For this project, my team and I evaluated the feasibility of, modeled, simulated, and tested experimentally the use of a PCB-based stator for integration in a drone-mounted, plug-and-play hybrid powertrain. This hybrid powertrain had already been developed by LiftWorks, who sponsored this project, using a standard radial-flux COTS electric motor to generate electricity.
Coreless motors can provide significant efficiency improvements at a much lower weight than a standard electric motor because, as the name implies, the motor lacks a heavy iron core in which “core losses,” such as eddy currents, can propagate. Coreless motors are difficult to produce using standard copper wires, as the coils are normally supported by this iron core; therefore, the wires have to be intricately woven together to be self-supporting, which increases manufacturing costs.
On the other hand, PCBs are cheap to manufacture, low weight, and their design is well-documented. Therefore, our job was to determine whether a PCB-based stator is worth pursuing by developing and simulating both the stator itself and the new permanent magnet (PM) rotors needed. Additionally, because this project was a graded, mechanical engineering capstone project, we needed to create a custom hardware testbench for these PCBs and collect data using it.
To meet LiftWorks' requirements, the generator needed to produce 2kW of 24V 3-phase power at 9500RPM; cooling the PCB enough for it to support the extremely high current (~48A) was therefore a major focus from day one. In practice, a current of this magnitude would introduce such significant copper losses that it would destroy the efficiency of the system - not to mention turn the PCB traces into fuses - so a better route would be to generate a much higher voltage and then downconvert using power electronics, which could be made lightweight and efficient enough for it to be worthwhile. Since our job was to determine the feasibility of PCB stators in general, we instead worked to maximize convective cooling using the rotors while minimizing heat generation through PCB design.
After a lengthy literature review - I highly recommend this 2020 review article by Taqavi and Mirimani if you want a good starting point for the topic - we decided on a single stator, dual rotor (SSDR) topology using concentric PCB coils. Concentric PCB coils suffer greater copper losses than other designs due to their longer trace lengths, but they are easier to parameterize and simulate and were therefore the best option for the scope of this project. Thermal management was to be achieved using the motion of the rotors themselves, with holes and small "fan blade" like protrusions improving airflow. The use of effusion cooling on the PCB itself was also investigated through CFD simulations.
Most of my contributions were toward the EM simulations, PCB modeling, and hardware testbench design. PCBs were generated in KiCAD using Stefano Cottafavi's kimotor plugin, as it saved us a ton of time in scripting our own parameterized stators. These layouts had to be exported as step files, imported to Autodesk Fusion to join all the trace segments together into coherent bodies and add the necessary rotors, exported again as step files, and finally imported to Ansys. A much better workflow would be to generate the coils directly in Ansys using a python script, with the added bonus of being parameterized within Ansys so optimization could be done automatically, but this would have taken prohibitively long given the project was limited to just two quarters.
In Maxwell, the rotors were set to spin at a constant rotational speed, as the exact specifications of the internal combustion engine were not available to us. The drawback of this was that efficiency could not be directly measured because the input power was effectively infinite. Therefore, efficiency was approximated by comparing the output power of different designs to determine which was the relative best. As expected based on the literature, the output voltage of the concentric windings was consistently much higher than the desired specification of 24V, and steps taken to decrease voltage - such as reducing the number of turns per coil - caused decreases in efficiency due to the cross-section through which the magnetic flux passed becoming smaller.
Along with the EM simulations, I also designed a testbench for use in validating the results. We had issues with mechanically balancing the 6” diameter rotors for 9500RPM even without the magnets, so we weren't able to get a permanent magnet array built into the rotors. Additionally, issues with then-new tariffs on Chinese imports caused significant delays that ultimately prevented us from ordering any suitable PCBs from vendors. Therefore, experimental verification of EM performance wasn't possible, but we did get to do some thermal tests by simply running a DC current through a dummy stator which had been ordered earlier. These tests were designed to measure the performance of the rotor design in removing heat from the PCBs; the members of the team who worked on this aspect noted that performance beat expectations based on CFD. The maximum speed achievable with the rotors as machined was only around 3000RPM, so the performance of the properly-balanced design at the intended speed would have been greatly improved.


**Directions**. Copy the entries exactly. Their pictures do not belong in the copy.

**Supplied information**.
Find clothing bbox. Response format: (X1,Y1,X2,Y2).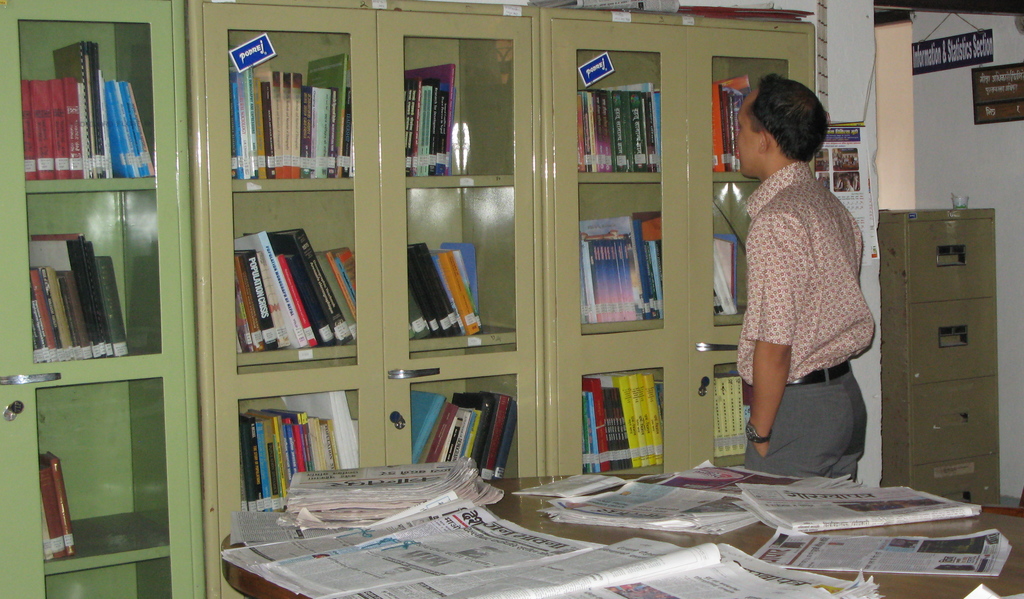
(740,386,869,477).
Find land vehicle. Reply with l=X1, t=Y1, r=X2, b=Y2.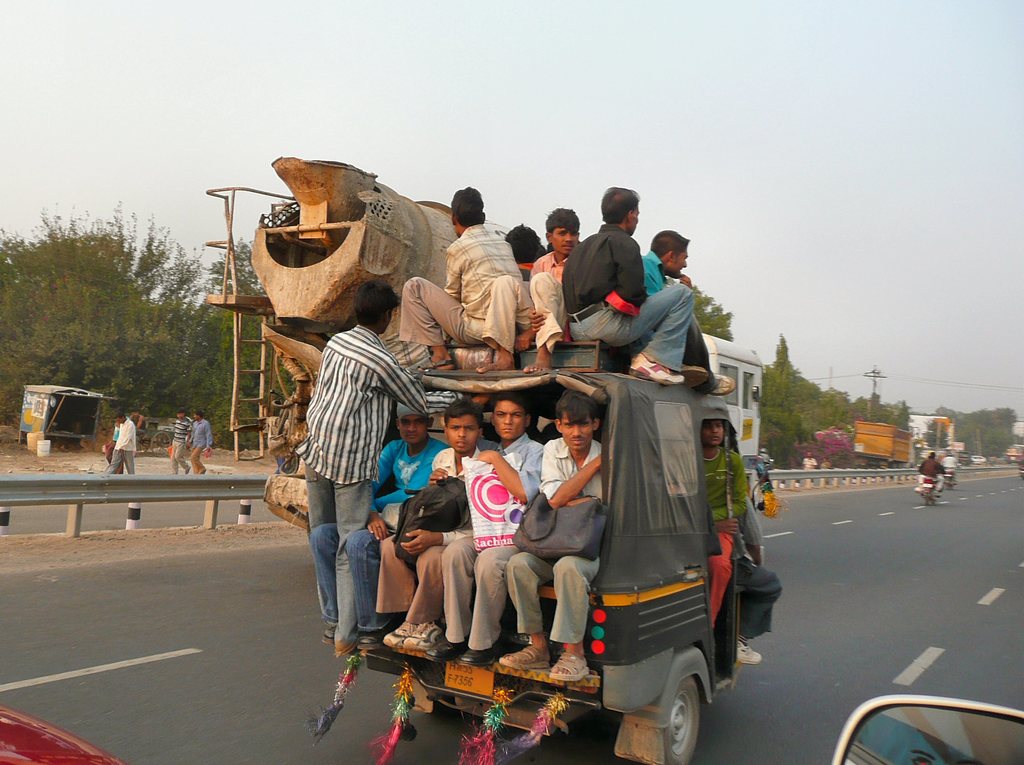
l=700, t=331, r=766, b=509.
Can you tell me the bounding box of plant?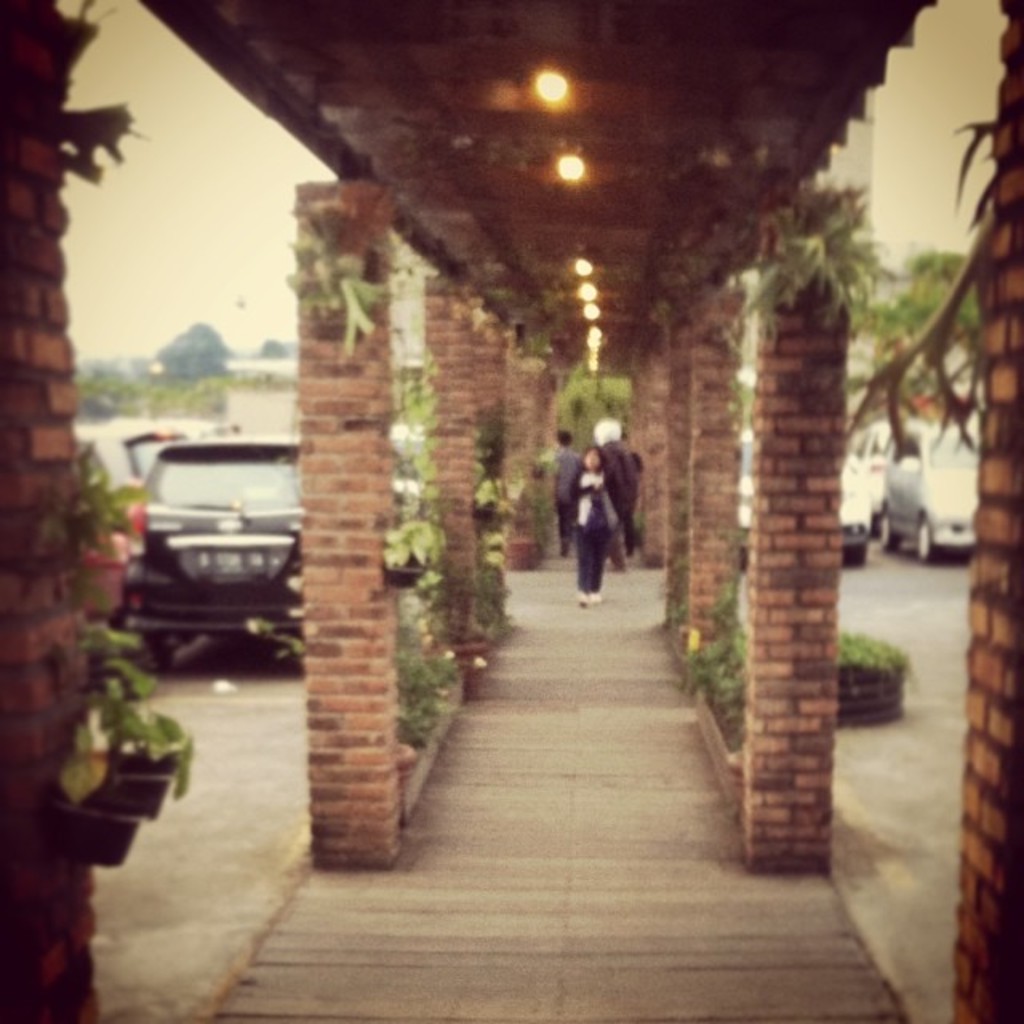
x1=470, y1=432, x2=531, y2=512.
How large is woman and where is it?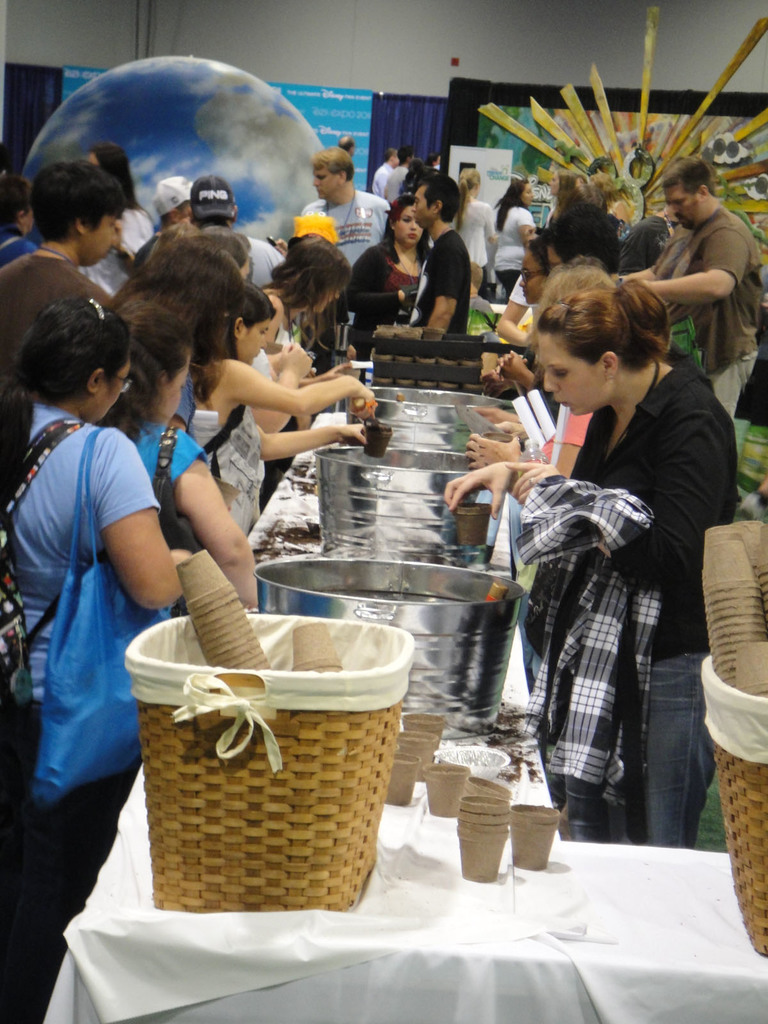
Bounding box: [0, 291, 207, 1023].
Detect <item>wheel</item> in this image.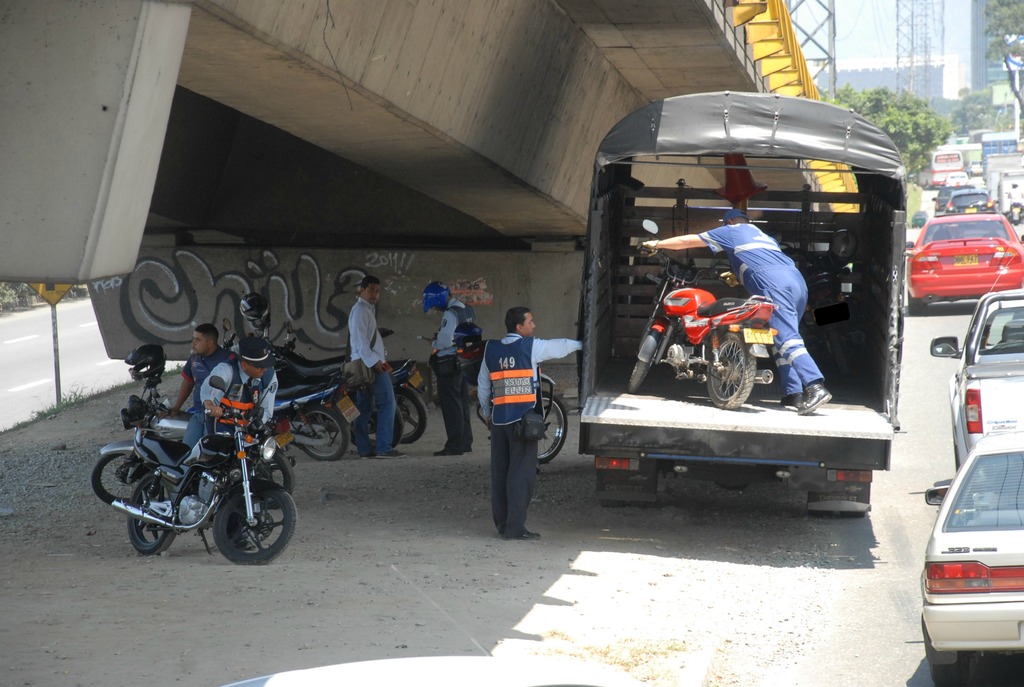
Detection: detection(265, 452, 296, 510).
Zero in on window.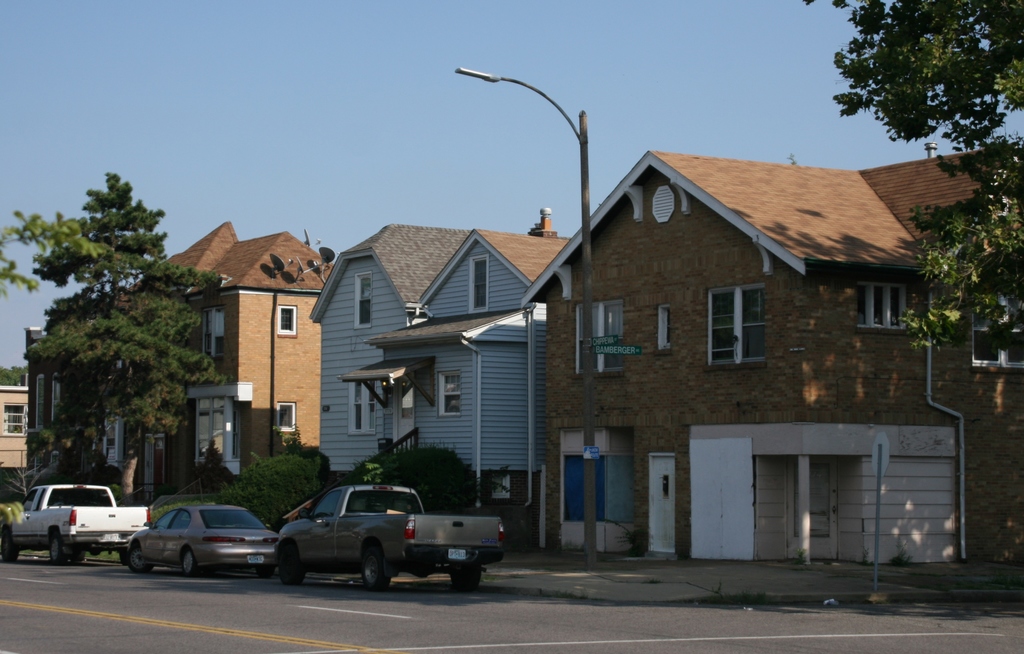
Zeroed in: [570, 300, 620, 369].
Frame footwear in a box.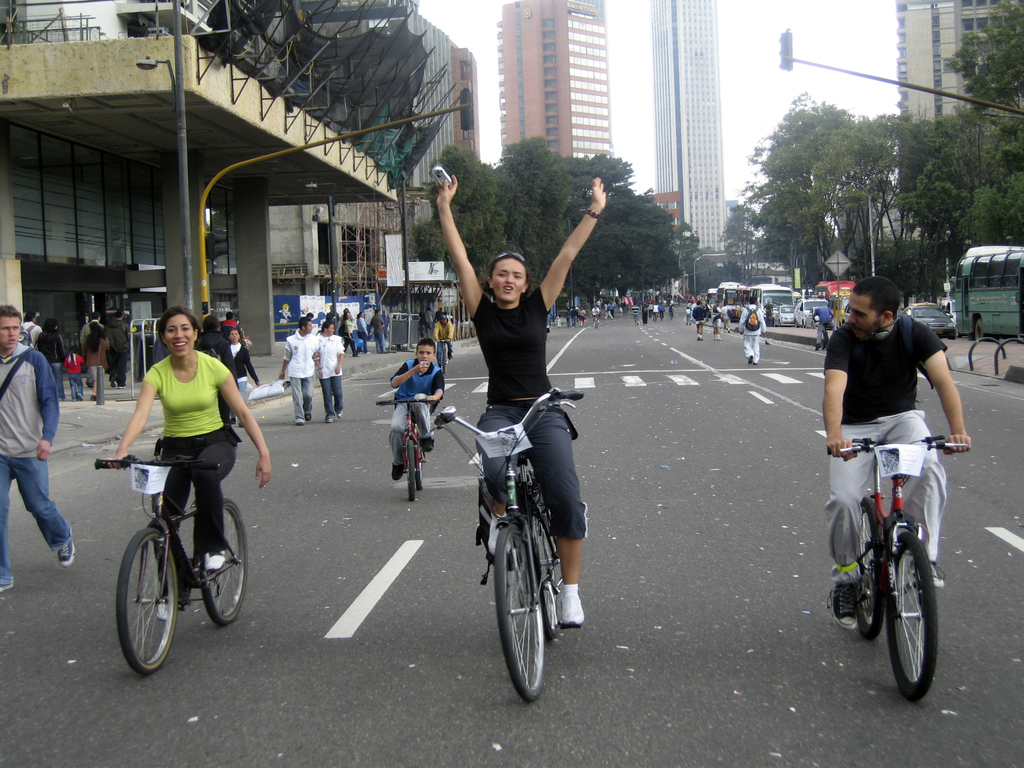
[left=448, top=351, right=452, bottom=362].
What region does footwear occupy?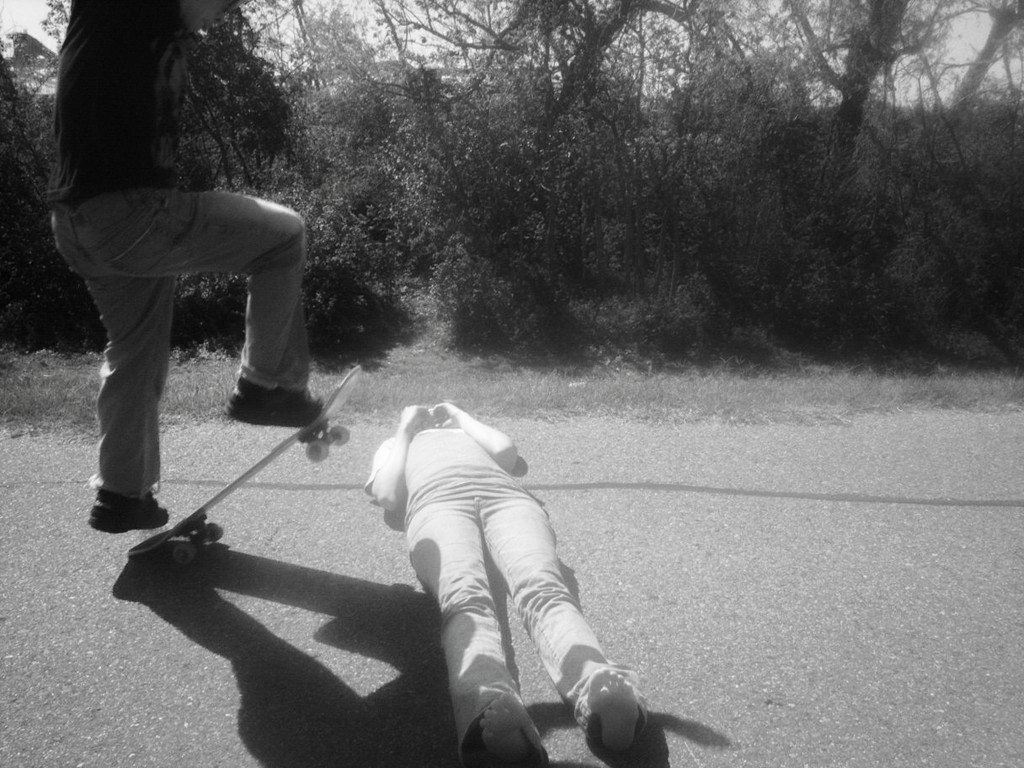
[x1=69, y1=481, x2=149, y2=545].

**Solution for this task**.
Find clothing bbox. Response format: (X1,Y1,X2,Y2).
(740,386,869,477).
Find land vehicle. Reply with l=X1, t=Y1, r=X2, b=Y2.
l=700, t=331, r=766, b=509.
Can you tell me the bounding box of plant?
x1=470, y1=432, x2=531, y2=512.
How large is woman and where is it?
Bounding box: [0, 291, 207, 1023].
Detect <item>wheel</item> in this image.
Detection: detection(265, 452, 296, 510).
Zero in on window.
Zeroed in: [570, 300, 620, 369].
Frame footwear in a box.
[left=448, top=351, right=452, bottom=362].
What region does footwear occupy?
[x1=69, y1=481, x2=149, y2=545].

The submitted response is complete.